Date : le 4 avril 2019, de 17h00 à 19h00
Lieu : INaLCO, salle 5.01, 65 rue des Grands Moulins, 75013 Paris
Farangis GHADERI, Honorary research fellow, University of Exeter
« A Critical History of the Evolution of Modern Kurdish Poetry from the Late Nineteenth Century to the 1940s »
Traditional Kurdish literary criticism has presented the emergence of modern poetry as a radical break with the classical poetry in which, as a result of familiarity with European poetry, traditional metrical and rhyme systems were abandoned and instead syllabic meter and free rhyme scheme were employed. It maintains that the poetic “revolution” was initiated by Abdula Goran, known as “the father of modern Kurdish poetry”. In this paper, I challenge this established approach and argue that poetic modernisation was a complex process which unfolded over the oeuvres of generations of poets and although inspired by European poetry at the later stages of its development, it was largely the political and social transformations of the late Ottoman Empire which generated its emergence. I argue that modern poetry was the literary form which accompanied the emergence of Kurdish nationalism, a phenomenon which can be equated with the role played by the novel in Europe. Incorporating new social and political discourses in poetry resulted in a series of gradual transformations without entirely breaking the old poetic system. A close reading of Kurdish poetry from the late nineteenth century to the 1940s illustrates a gradual move from the classical poetic conventions and a successive introduction of new perspectives, rhetoric, and literary devices into the poetic system. I illustrate that noticeable changes in the form of the poetry took place only in the later stages of the modernisation process mainly under the influence of modern Turkish poetry and the revival of interest in Kurdish folklore and classical Kurdish-Gorani poetry.

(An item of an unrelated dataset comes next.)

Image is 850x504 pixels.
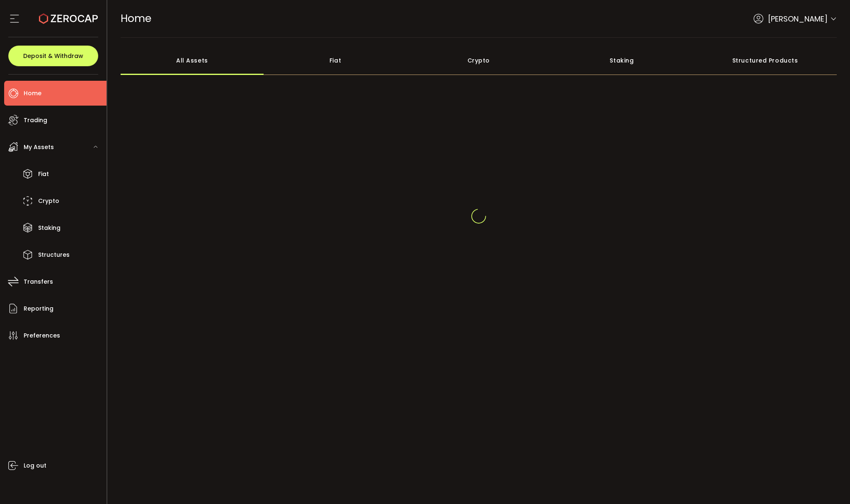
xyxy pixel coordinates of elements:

Dr Farangis GHADERI obtained her PhD in Kurdish Studies from the Institute of Arab and Islamic Studies at the University of Exeter in 2016. Her doctoral research examined the emergence and the development of modern Kurdish poetry from the late nineteenth century to the 1940s. She has taught Kurdish and Persian languages at the Institute of Arab and Islamic Studies of the University of Exeter where she is currently an honorary research fellow. She also works as an independent Middle East consultant and expert witness in the UK.
Organisateurs : Amr Ahmed (INaLCO), Samra Azarnouche (EPHE), Oliver Bast (Sorbonne nouvelle – Paris 3), Agnès Devictor (Université Paris 1 – Panthéon-Sorbonne), Julien Thorez (CNRS).